Government LendingMortgageOrigination

Wells Fargo to pay $3.7B for alleged customer abuses, including unjust foreclosures

Bank repeatedly misapplied loan payments, wrongfully foreclosed on homes and illegally repossessed vehicles: CFPB

Wells Fargo, the largest depository mortgage lender in America, has agreed to pay a civil penalty of $1.7 billion to settle multiple consent orders related to automobile lending, consumer deposit accounts and mortgage lending with the Consumer Financial Protection Bureau (CFPB).  

According to the CFPB, the bank repeatedly misapplied loan payments, wrongfully foreclosed on homes, illegally repossessed vehicles and charged surprise overdraft fees, affecting 16 million customers’ accounts. Consequently, the bank will also pay more than $2 billion in redress to consumers. 

“Wells Fargo’s rinse-repeat cycle of violating the law has harmed millions of American families,” CFPB’s director Rohit Chopra said in a statement. “The CFPB is ordering Wells Fargo to refund billions of dollars to consumers across the country. This is an important initial step for accountability and long-term reform of this repeat offender.”

In practice, the bank entered into a new consent order, which lays out a path to termination after the company completes the remainder of the required actions.  

“We and our regulators have identified a series of unacceptable practices that we have been working systematically to change and provide customer remediation where warranted,” Charlie Scharf, Wells Fargo’s CEO, said in a statement. “We have made significant progress over the last three years and are a different company today.” 

The settlement includes the termination or expiration of four consent orders issued since 2020 regarding add-on products that the bank sold to retail customers before 2015; anti-money laundering compliance program; retail sales practices; and violations of the Real estate Settlement Procedures Act.
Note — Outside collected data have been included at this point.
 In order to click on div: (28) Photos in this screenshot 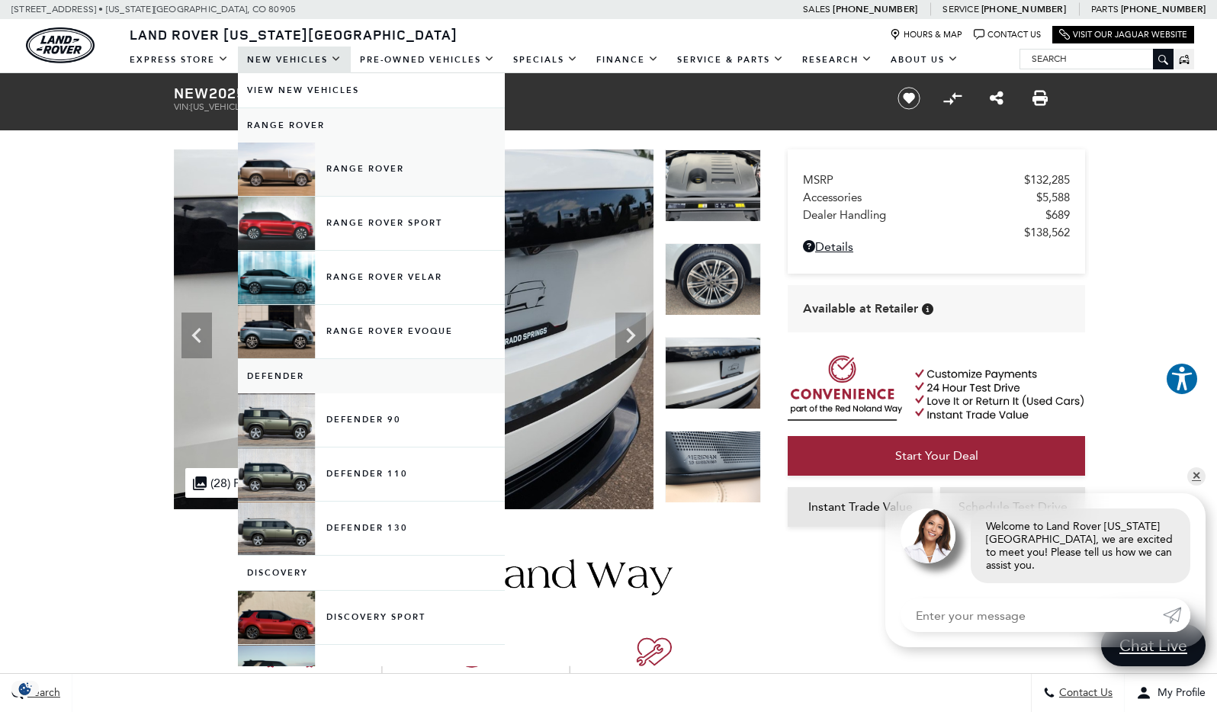, I will do `click(233, 483)`.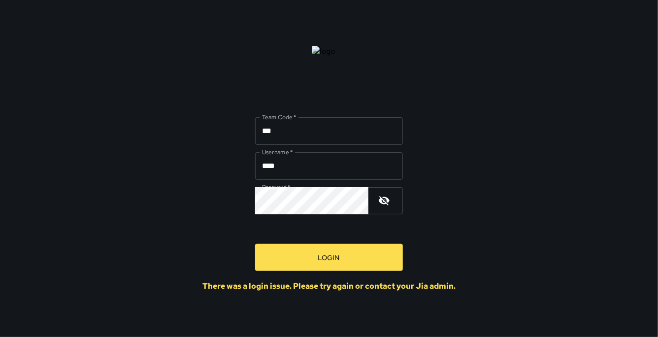 The image size is (658, 337). I want to click on button: Login, so click(329, 257). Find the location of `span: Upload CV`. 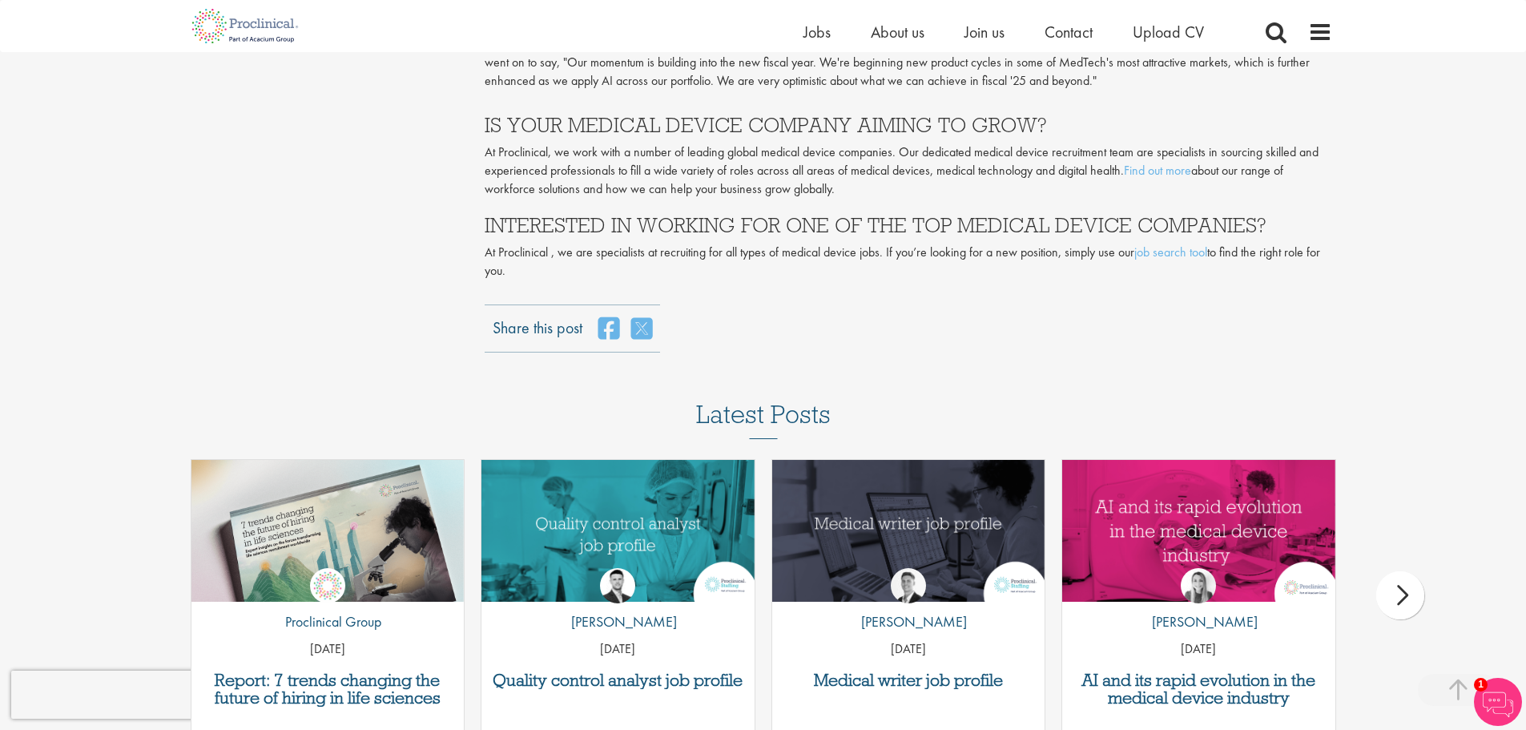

The CFPB is also terminating a consent order from 2016 related to student loan servicing.  

The bank said that, since 2019, it has made changes to its operations, which include, among others, splitting from three to five business groups, creating four new enterprise functions, establishing a new control management program and launching the office of consumer practices. 

But, solving these matters will impact the bank’s fourth-quarter earnings, expected to be reported on January 13, 2023. Wells Fargo will be hit by an “operating losses expense” of approximately $3.5 billion in the fourth quarter related to the CFPB civil penalty and customer remediation, among other things. 

In the mortgage business, the CFPB claims that Wells Fargo, during at least seven years, improperly denied mortgage modifications to thousands of borrowers, which in some cases led customers to lose their homes to wrongful foreclosure.

The CFPB said Wells Fargo was aware of the issue for years before it addressed the problem.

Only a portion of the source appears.